I have an older TS-469 with four (as far as I know) WD Red+ 6 TB drives. I am getting lots of “inconsistent blocks” reported every time I scrub, even with only a few files being added or changed between scrubs. Last week the report was over 15 thousand inconsistent blocks, which it claims were repaired.
So… problem - I can’t find a problem! All the disks are reporting good, no bad sectors, etc. Any suggestions on how I can trace this down?
Well (replying to myself), seems harder than i thought. There is no built-in memory test, nor can i find one to download and add. So looks like I am going to have to make a bootable thumbdrive, get a USB hub, and see if I can run the whole thing with no drives. Seems a LOT trickier than it should be.
I am not trying to upgrade the poor old thing, just get it back to working correctly. While changing only five or six small files over a weeks time, it generated 15K+ errors. So far, I can’t even figure out where these “broken blocks” are. That is, if they are all on one drive, or are they scattered around. All the log tells me is that they were found in a scrub, and repaired. But then the next scrub just shows up a lot more.
I cannot find any indication that any HDD is having problems. That is why it was suggested to me that it might be a memory error. So now I am trying to figure out how much work it is going to be to find a spare monitor and keyboard, make a bootable USB drive, and find a copy of MEMTEST.
As an engineer, it doesn’t seem like it should be this hard to at least find the source of the errors.
The drives are all relatively new. I believe the oldest is about 1 year old, and the NAS is very lightly used. I was suspicious of one of the drives that had been swapped in, so I replaced it. No improvement. Also, annoyingly, I get NO problems shown on the drives. SMART and test show nothing. Load times, retries, etc. are all good. Temperatures are in the low 30 C. Frankly, I am stumped. But I certainly can’t count on the unit as it is now,.
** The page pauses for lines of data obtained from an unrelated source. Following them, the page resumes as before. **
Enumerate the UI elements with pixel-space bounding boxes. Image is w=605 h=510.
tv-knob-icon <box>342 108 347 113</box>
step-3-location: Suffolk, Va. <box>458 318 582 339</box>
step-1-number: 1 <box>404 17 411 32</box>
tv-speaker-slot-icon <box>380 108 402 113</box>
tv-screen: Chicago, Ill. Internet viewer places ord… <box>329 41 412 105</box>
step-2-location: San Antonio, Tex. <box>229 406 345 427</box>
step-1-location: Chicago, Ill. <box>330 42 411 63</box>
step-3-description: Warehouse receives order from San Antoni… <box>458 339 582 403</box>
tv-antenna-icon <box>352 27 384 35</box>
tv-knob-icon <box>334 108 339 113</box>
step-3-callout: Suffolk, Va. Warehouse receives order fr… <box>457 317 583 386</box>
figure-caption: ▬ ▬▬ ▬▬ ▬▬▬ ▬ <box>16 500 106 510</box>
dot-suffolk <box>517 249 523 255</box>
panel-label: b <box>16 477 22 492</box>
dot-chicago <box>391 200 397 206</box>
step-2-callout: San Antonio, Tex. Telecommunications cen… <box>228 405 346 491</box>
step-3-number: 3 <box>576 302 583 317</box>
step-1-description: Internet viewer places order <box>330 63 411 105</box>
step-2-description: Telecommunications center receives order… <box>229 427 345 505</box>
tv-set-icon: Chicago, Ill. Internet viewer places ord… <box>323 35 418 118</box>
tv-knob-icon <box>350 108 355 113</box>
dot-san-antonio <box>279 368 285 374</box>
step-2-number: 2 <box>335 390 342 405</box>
To be honest: I have had a similiar issue with a TS-669. The NAS do not through any errors, but it seems that when doing some load the volume is set to read-only (without any known reason). I did a setup with complete different disks, this was successfull, but when starting a copy job the volume becomes read-only again after some minutes, this is reproduceable.
Currently my suspicion is that a component (which ever) is at end of life causing some weird things.
So may be yours do.
So if I am in your shoes I would do a complete new setup and check if NAS behaves in any other way afterwards.
Thanks for the {not very encouraging} information. {:>)
This build is not that old, unfortunately. I put the disks in and started fresh only about 5 months ago. Everything was fine until about a month ago. Otherwise, it’s been pretty reliable.
One problem that *I* did in setting it up - I basically told it to simply use all of the storage as a thick volume. That was fine until these recent issues causing it to go “read-only” and attempt a recover. It apparently needs >32GB of spare space outside of the volume to do a recovery. So the recovery fails. Unfortunately, QNAP QTS allows you to expand a volume, but not shrink one. So even though I have about 7TB of space left on the NAS, the only solution is to erase everything and start over. [Or stop the errors from occurring. ]
Thanks for the info. I am going to replace the memory in a couple of days, just to see.
Thick volumes always take up the space you allocate to them. So if you have thick volumes taking up most of your drive space and then do some snapshots or other similar things, you could very easily set your drives into read-only mode even though you have plenty of empty space in those thick volumes. As far as the NAS is concerned, that space is taken up - it’s been allocated and when it can’t do anything else because there’s not enough extra space, it becomes a problem.